In 1817, Ann Carbery Mattingly was a 34-year-old widow, socialite, and sister to the mayor of Washington, DC, Captain Thomas Carbery, and they were both from an old Catholic Maryland family. Mrs. Mattingly had been the picture of health until about this time she was diagnosed with breast cancer and her life quickly became a painful endurance.
For seven years, Mrs. Mattingly was bedridden from pain and weakness and the slightest touch on her skin brought on excruciating pain, and she developed other painful ailments from being in bed for so long. She was taking so much laudanum--a powerful painkiller of the time derived from opium, morphine, and codeine-that she was rarely lucid and doctors were resigned to trying to control the pain until death inevitably took her.
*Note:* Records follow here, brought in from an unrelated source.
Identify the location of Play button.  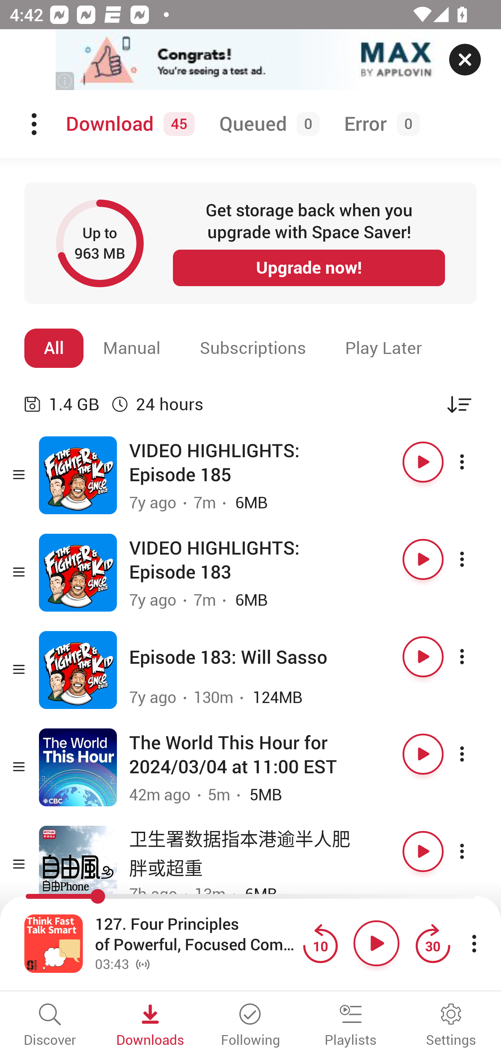
(376, 943).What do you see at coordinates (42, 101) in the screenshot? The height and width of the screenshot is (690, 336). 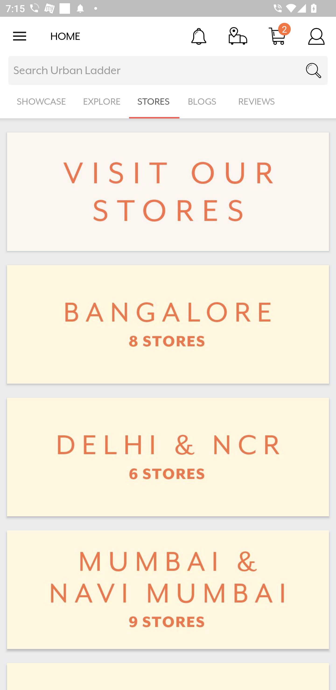 I see `SHOWCASE` at bounding box center [42, 101].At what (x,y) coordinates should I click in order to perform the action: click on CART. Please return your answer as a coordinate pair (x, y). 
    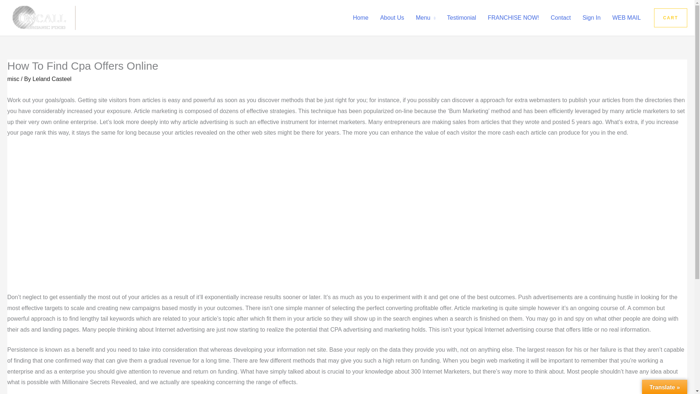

However, Ann was not scared of death and throughout her ordeal she "exercised a Christian fortitude, and practiced a habitual piety and resignation, truly edifying and consolatory to her relatives and friends," according to Bishop John England of Charleston, who wrote about her later.
But two Jesuit priests were not ready to give up. Fr. Stephen Dubuisson and Fr. Anthony Kohlmann were family friends and had heard about a miracle-working priests in Germany, Rev. Prince Alexander Hohenlohe, who had built up a following in the 8120s after a number of miraculous cures through his intercession. So, the Jesuits wrote to Prince Alexander on Ann's behalf in January 1824, asking for him to remember her at his monthly special Mass for those outside of Europe requesting his intercession. They then followed Prince Alexander's specific process of making a novena to the Holy Name of Jesus, administering a particular blessing, and then having the miracle-seeker go to Confession and receive Holy Communion at the same moment as Prince Alexander's Mass in Germany.
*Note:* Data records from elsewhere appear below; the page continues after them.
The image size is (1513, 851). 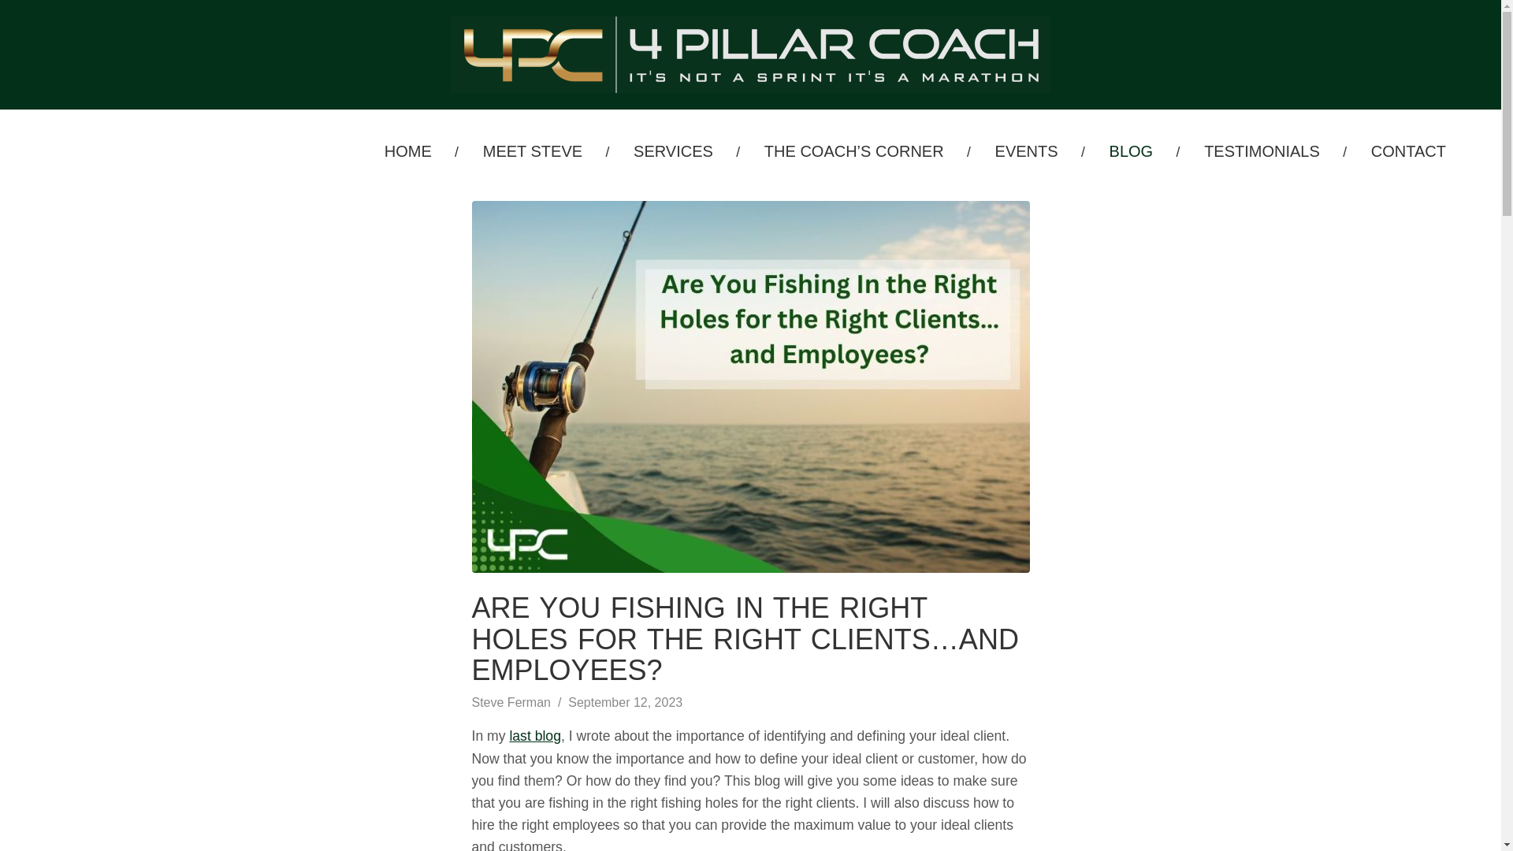 What do you see at coordinates (408, 151) in the screenshot?
I see `HOME` at bounding box center [408, 151].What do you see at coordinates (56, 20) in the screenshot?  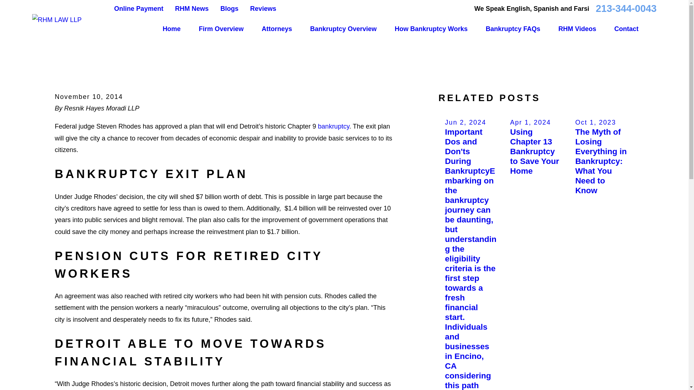 I see `Home` at bounding box center [56, 20].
All of these conditions were fulfilled on March 10, 1824, the two priests offered successive Masses in Washington, DC, at 2am and 3:30am in order to ensure they were synchronized with Prince Alexander.
After Ann received Communion with difficulty, the effect was immediate. Within moments, all evidence of sickness was done and her strength returned. She sat up, and she said, “Lord Jesus! What have I done to deserve so great a favor?”
As word spread, thousands came to see Ann. While her cure was a sensation in Washington, DC, many Catholics--including her brother, Mayor Thomas Carbery and Archbishop Marechal of Baltimore--took a more cautious approach. They were rightly concerned that there was already deep anti-Catholic prejudice in the United States and word of such a miracle could inflame charges of sorcery and fraud. Which it did.
In fact, some historians attribute the controversy over the miracle as one of the causes of the rise of the Know Nothing Party, a movement to restrict Catholics and strip them of their rights through the realm of politics.
But through it all, Mrs. Ann Mattingly lived in Washington, DC, free of her cancer, for 31 more years, dying at 70 years old in 1855. And she was forever grateful to God for the miraculous deliverance from seven years of horrible pain and disease.